The Martin Luther Chatbot

The Martin Luther Chatbot March 27, 2024

Around this time last year, a 20-year-old Muslim student in India named Raihan Khan loaded the Quran into an AI chatbot program.  The result was QuranGPT, which has since attracted hundreds of thousands of users seeking guidance from Islam’s holy book.  This has inspired a host of other so-called “Godbots” that purport to give religious guidance based on Artificial Intelligence.

So reports Webb Wright in the Scientific American, no less, in his article God Chatbots Offer Spiritual Insights on Demand. What Could Go Wrong?

He writes about the religious use of Artificial Intelligence technology, including how it greatly facilitates Bible translation.  As for the Godbots, he gives the perspective both of their programmers and their critics, both theological and technical:

Chatbots trained on religious texts “are going to carry some of the same defects that all large language models have at the moment, the biggest of which is hallucinations,” says Noreen Herzfeld, a professor of theology and computer science at Saint John’s University in Minnesota. “They’re going to make stuff up. And if people then believe that what these models are spouting is actually in the Quran or in the New Testament, they could be severely misled.”. . .

“A chatbot is just a correlation machine,” says Beth Singler, an anthropologist specializing in AI and an assistant professor of digital religions at the University of Zurich. “It takes the corpus [of text], remixes the words and puts them next to each other in terms of their probability of what word follows the next…. That’s not the same as understanding and explaining a doctrine.”

Muslims have Quranbot, Buddhists have Buddhabot, Hindus have GitaGPT, and Christians have Bible.Ai, Apostle Paul AI,  and a host of Jesus chatbots.  And yes, there is a Godbot in which you can chat with Martin Luther.

So I had to try it out.  Having just read Sasse’s This Is My Body–which I’ll blog about tomorrow on Maundy Thursday–I asked this cyber-Luther “how is the body and blood of christ present in holy communion?”

The body and blood of Christ are truly and substantially present in the bread and wine of Holy Communion. This is not mere symbolism or a spiritual presence, but a miraculous reality that occurs through the power of Christ Himself during the consecration of the elements by the priest. When we partake of the sacrament, we are partaking of the true body and blood of Christ, which brings us closer to Him and nourishes our souls. This is a mystery of the faith that we must accept with humility and reverence.

Not bad, though it says nothing about the connection of the sacrament to the Word, the Gospel, or the forgiveness of sins, though I suppose my question just focused on Christ’s presence.  So I asked, “What happens in holy communion?”

In Holy Communion, we believe that the true body and blood of our Lord Jesus Christ is present in, with, and under the elements of bread and wine. This is not a physical or material presence, but a spiritual and sacramental presence that is received by faith. When we partake of the bread and wine in the Lord’s Supper, we are communing with Christ himself, receiving his grace, forgiveness, and the strengthening of our faith. It is a sacred and holy meal in which we are united with Christ and with one another as members of his body, the Church. Through this simple act of eating and drinking, we are reminded of Christ’s sacrifice for us on the cross and the eternal life he has won for us through his death and resurrection. Holy Communion is a gift from God, a means of grace, and a source of comfort and assurance for all who partake in faith.

Better.  The chatbot avoids the common mistake of saying “consubstantiation,” which non-Lutherans insist on using, even though the Lutheran confessions reject it.  I then asked, “Why wouldn’t you compromise with Zwingli at Marburg?”

I, Martin Luther, could not compromise with Zwingli at the Marburg Colloquy because our theological differences on the doctrine of the Lord’s Supper were too significant. Zwingli held to a symbolic or memorial view of the Eucharist, believing that the bread and wine were only symbols, while I maintained a belief in the real presence of Christ in the sacrament. The issue of Christ’s presence in the Lord’s Supper was a crucial point of disagreement between us, and I could not compromise my convictions on this essential doctrine. I believed that the true body and blood of Christ were truly present in, with, and under the elements of bread and wine, and I could not waver on this central aspect of the faith. For me, the doctrine of the real presence in the Lord’s Supper was a matter of great importance and significance, and I could not compromise on it for the sake of unity.

That sounds like Luther all right!  These are admittedly softball questions.  You try it.  See if you can trip it up.

 

Illustration:  Given the topic, I could not resist generating an AI image.  This is via DeepAI, which hosts the Luther chatbot, to the prompt “Martin Luther Using a Cell Phone,” using the “Surreal” style.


• [DIRECTIONS FOR THIS TASK]: Retype the following data exactly, but leave its pictures out.

• [Annotated photo localization data]:
++++++

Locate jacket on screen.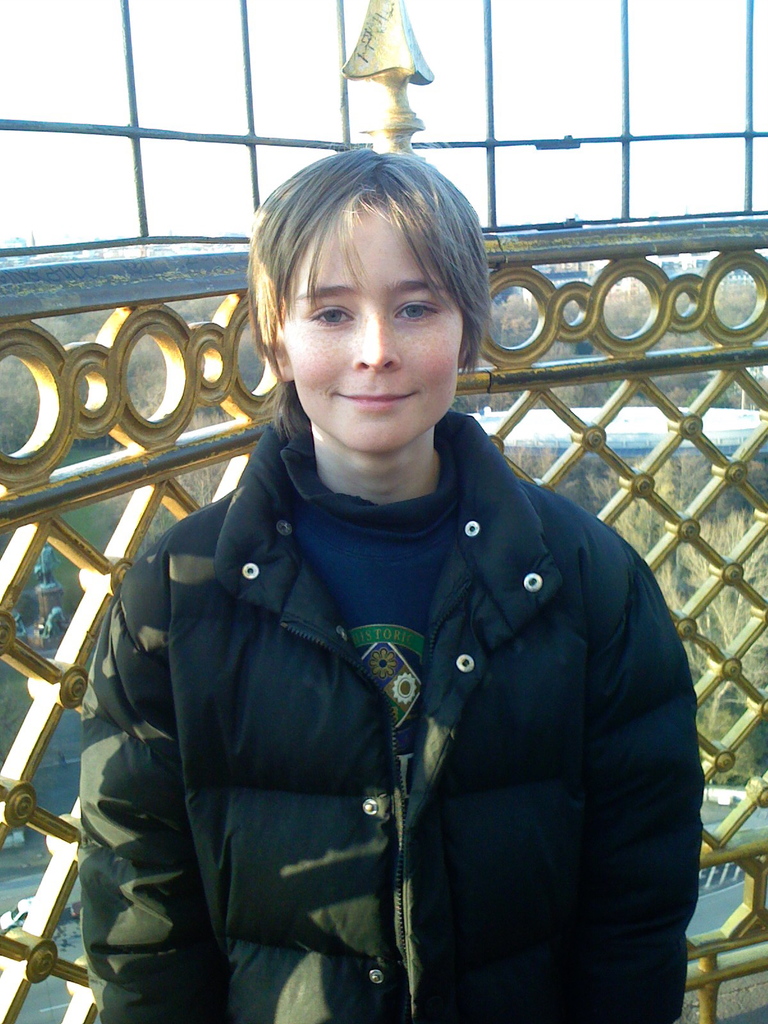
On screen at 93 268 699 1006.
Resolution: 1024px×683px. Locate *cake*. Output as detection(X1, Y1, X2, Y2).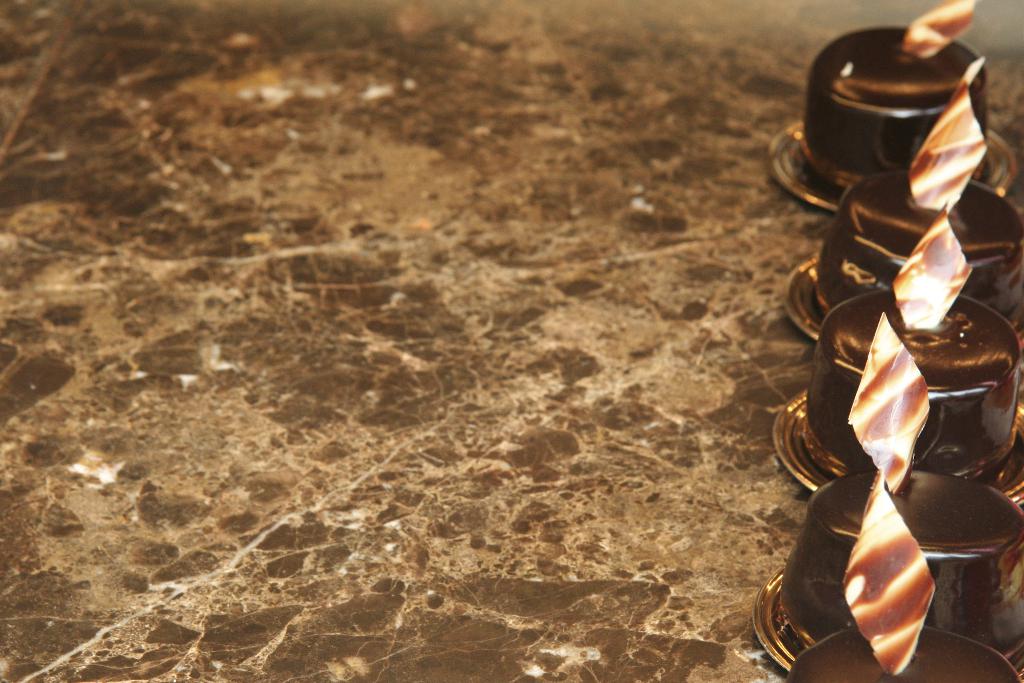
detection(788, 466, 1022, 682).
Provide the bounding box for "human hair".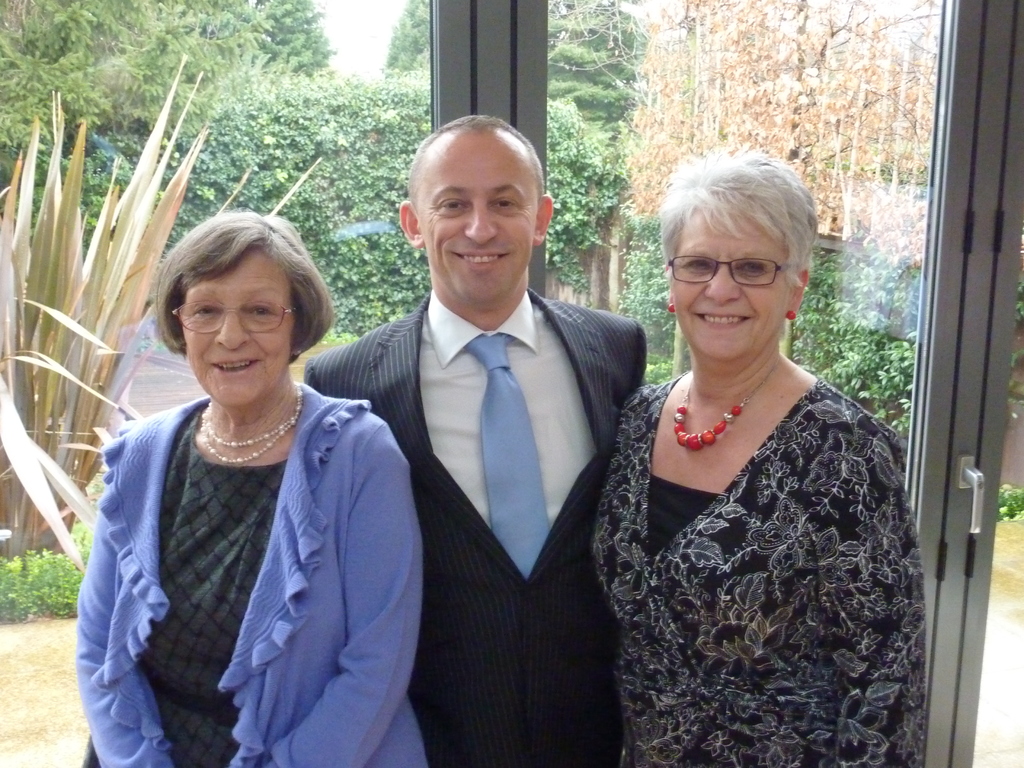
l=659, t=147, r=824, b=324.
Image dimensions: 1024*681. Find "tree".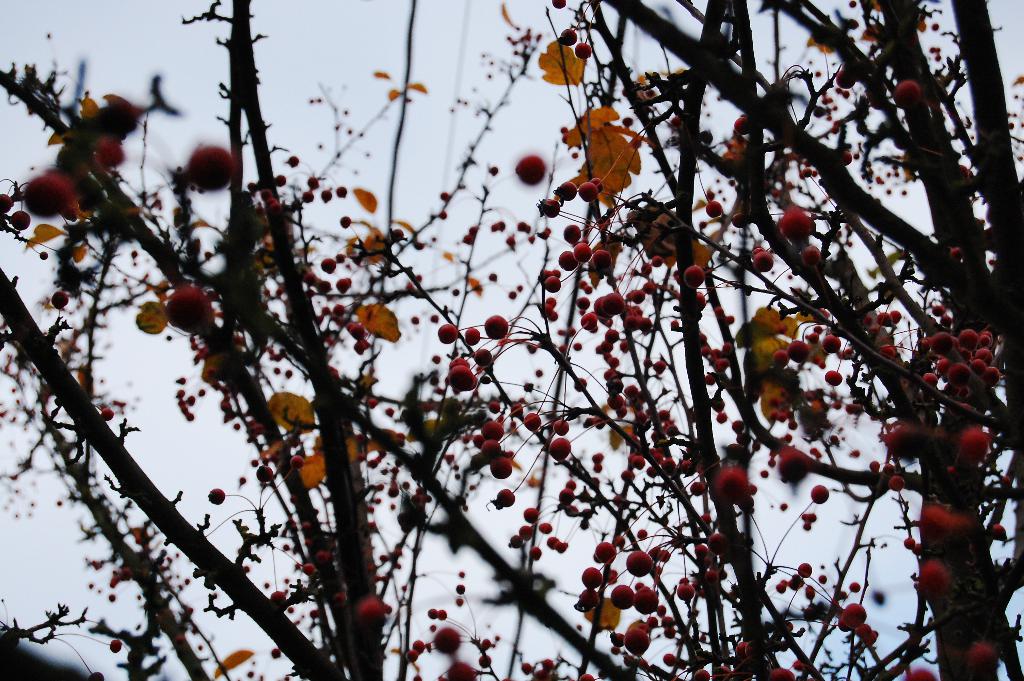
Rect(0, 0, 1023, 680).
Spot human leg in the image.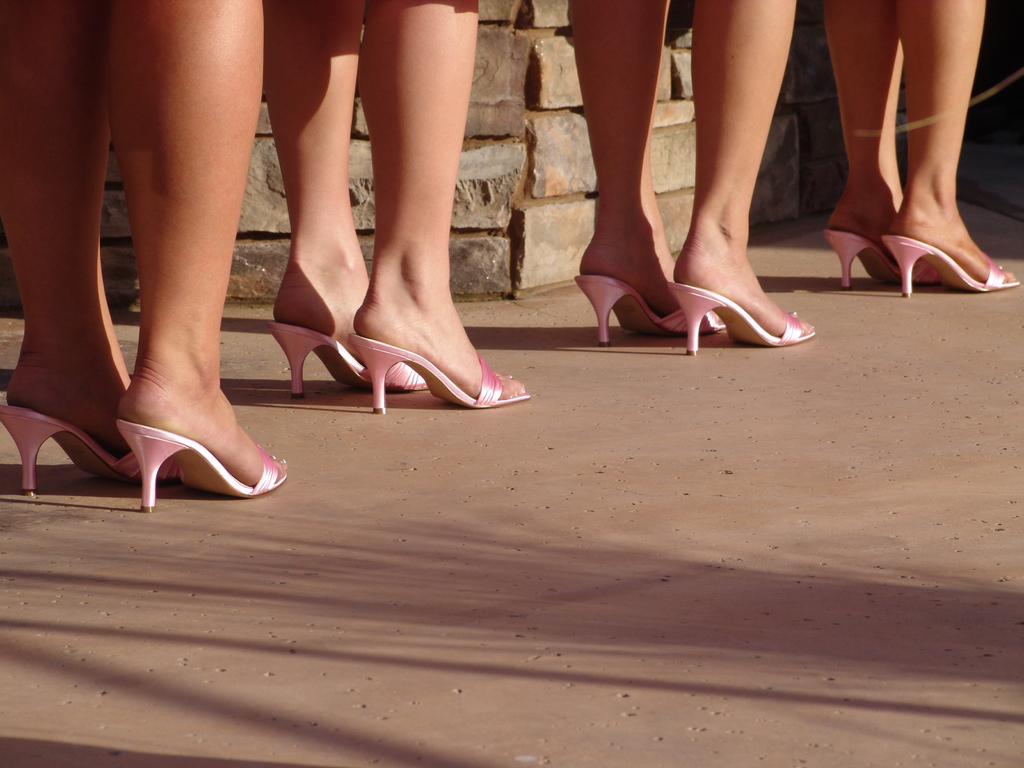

++++++

• [SOLUTION TO THIS PROBLEM]:
Locate jacket on screen.
On screen at 93 268 699 1006.
Resolution: 1024px×683px. Locate *cake*. Output as detection(X1, Y1, X2, Y2).
detection(788, 466, 1022, 682).
Provide the bounding box for "human hair".
l=659, t=147, r=824, b=324.
Image dimensions: 1024*681. Find "tree".
Rect(0, 0, 1023, 680).
Spot human leg in the image.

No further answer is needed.